FAQ: Should You Use Subtitles When Watching Anime, Shows & Films in Japanese?
The short answer? It depends. It depends on your goals. It depends on your level. And it depends on how much time and discipline you are willing to invest.
The short answer? It depends. It depends on your goals. It depends on your level. And it depends on how much time and discipline you are willing to invest.

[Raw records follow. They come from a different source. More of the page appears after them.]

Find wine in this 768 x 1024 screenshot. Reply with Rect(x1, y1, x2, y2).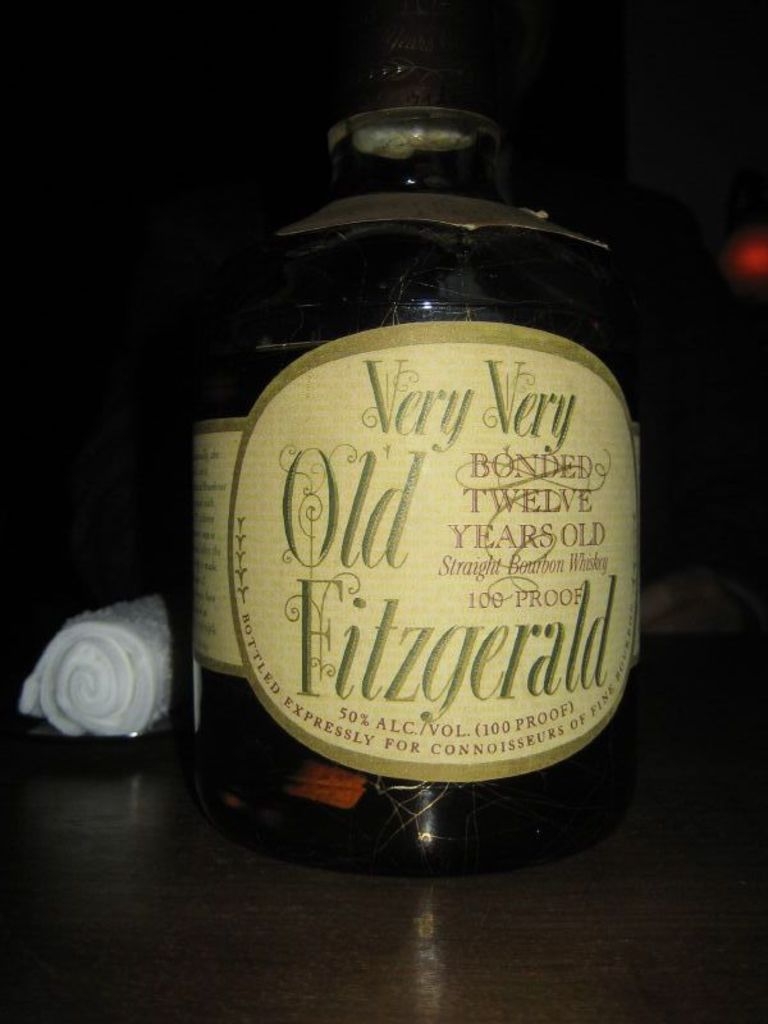
Rect(207, 148, 637, 847).
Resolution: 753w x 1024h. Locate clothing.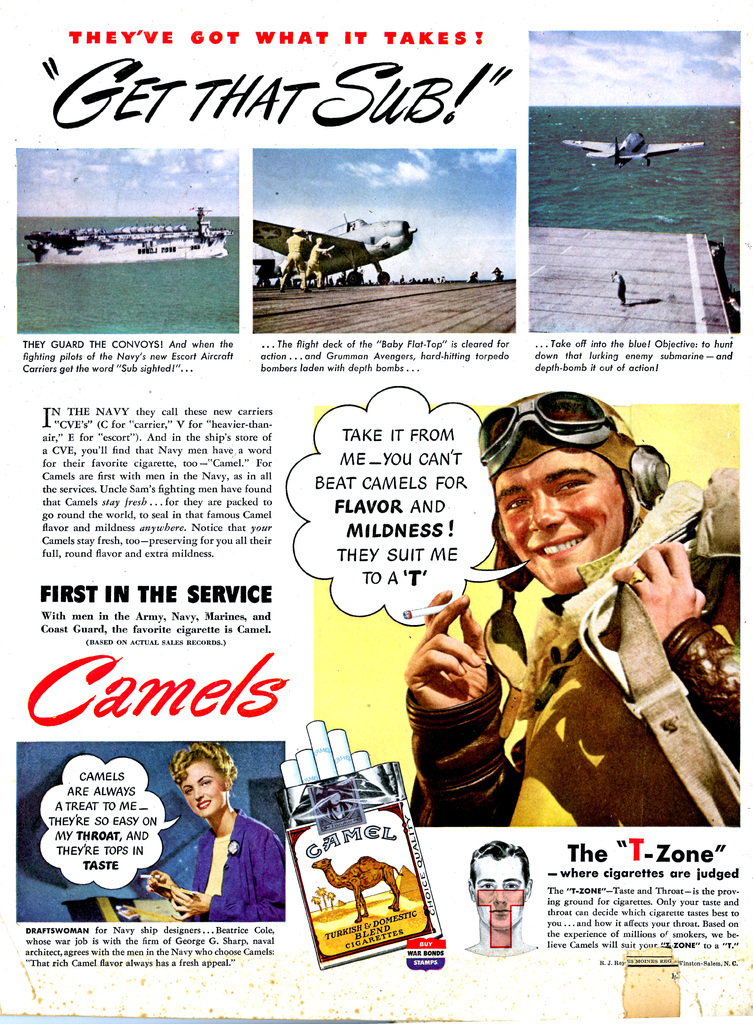
region(409, 477, 744, 830).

Scott H. Young is a Canadian writer, programmer, entrepreneur and metalearning expert. He is the author of the best-selling book “Ultralearning: Master Hard Skills, Outsmart the Competition, and Accelerate Your Career,” and has been featured in The New York Times, The Wall Street Journal, The BBC, Popular Mechanics, Business Insider, and Lifehacker. He has applied and refined his principles in a number of accelerated learning challenges, from completing MIT’s four-year undergraduate computer science curriculum in just one year, to spending a year abroad in four countries with a “No English Rule,” to a one-month at-home challenge to learn Macedonian, his wife’s native language.
Mastering a foreign language is at once extremely complex and predictively simple. On the one hand, you have to learn the nuanced meanings of thousands of words, internalize hundreds of grammar patterns, and be able to understand and use these terms and structures at rapid speed. On the other hand, most of the complexity happens at a subconscious level. Our brains do almost all of the heavy lifting for us if we get enough exposure and practice. In essence, you just have to show up. But how you show up matters. Contrary to popular belief, we don’t learn languages by osmosis. Just being around foreign languages is not enough. Read on to see the 3 essential ingredients you need to ensure that this exposure will lead to fluency.

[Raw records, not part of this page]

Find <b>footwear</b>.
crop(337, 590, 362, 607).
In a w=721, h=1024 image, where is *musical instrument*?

Since starting the Language Mastery Show in 2009, I have interviewed over fifty of the world’s best language learners, including some “polyglots” who speak five, ten, fifteen, or even more languages! One of the most impressive such individuals is Lindie Botes, a South African UX designer based in Singapore who speaks 12+ languages to varying degrees, including Korean, Japanese, Mandarin Chinese, and Hungarian! So how did she acquire so many languages when most people struggle to learn just one? And just as important, how does she maintain the languages she has worked so hard to acquire? She has many interesting methods, but the one I find most intriguing is “language stacking.” Read on to learn more about what the method is and why you should try it, too.

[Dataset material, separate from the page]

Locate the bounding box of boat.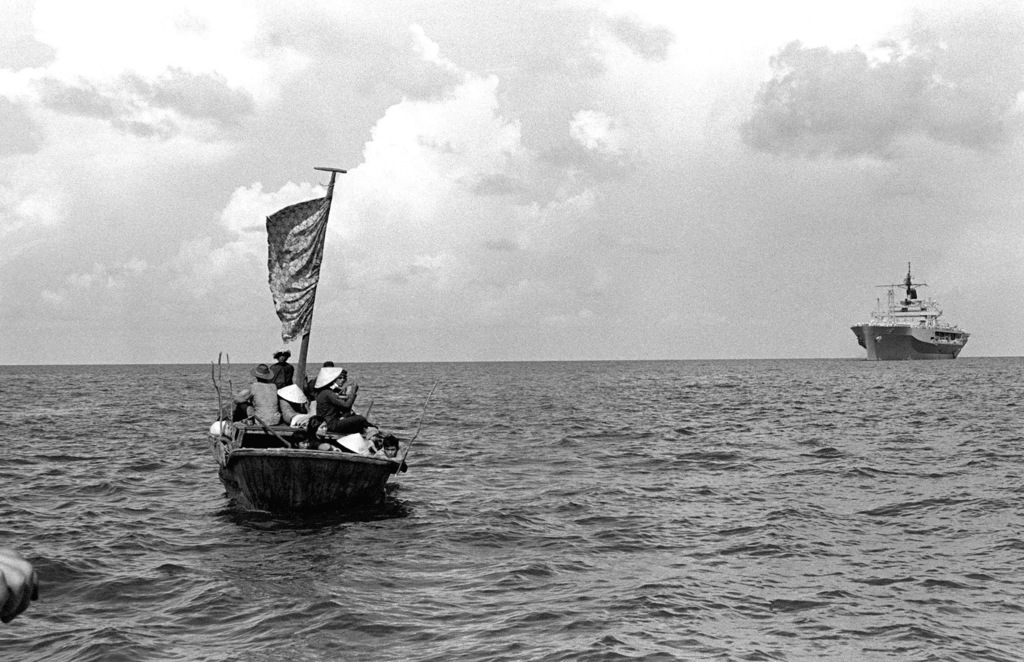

I was greatly saddened to hear that American polyglot and YouTuber Moses McCormick—a.k.a. “Lǎoshǔ” (老鼠, )—passed away on March 4, 2021 from heart complications just shy of his 40th birthday. Though his life was brief, his profound legacy lives on in the millions of people he inspired through his popular YouTube videos, courses, and language coaching. Unfortunately, I never had the pleasure of meeting Moses in person or having him as a guest on the Language Mastery Show, but I have been watching his videos for years and have learned a lot from his practical, playful approach to learning new languages. Read on to see what I consider to be the three most important pieces of practical wisdom from Moses, teachings that can help you banish perfectionism, bust through fears, reach fluency faster, and have much more fun along the way.
I am a big believer in goal setting and have an entire section dedicated to creating specific, measurable, attainable, realistic, and time-bound language learning objectives in my books Master Japanese and Master Mandarin. Why? Because if you don’t know where you want to go, how in the heck can you ever get there? But it’s critical to understand that goals are just the first step to align your compass. Goals alone won’t get you very far on your journey. The real magic is found in the “process”―the collection of daily habits and activities (listening, speaking, reading, and writing) that will inch you closer and closer to your fluency goals over time.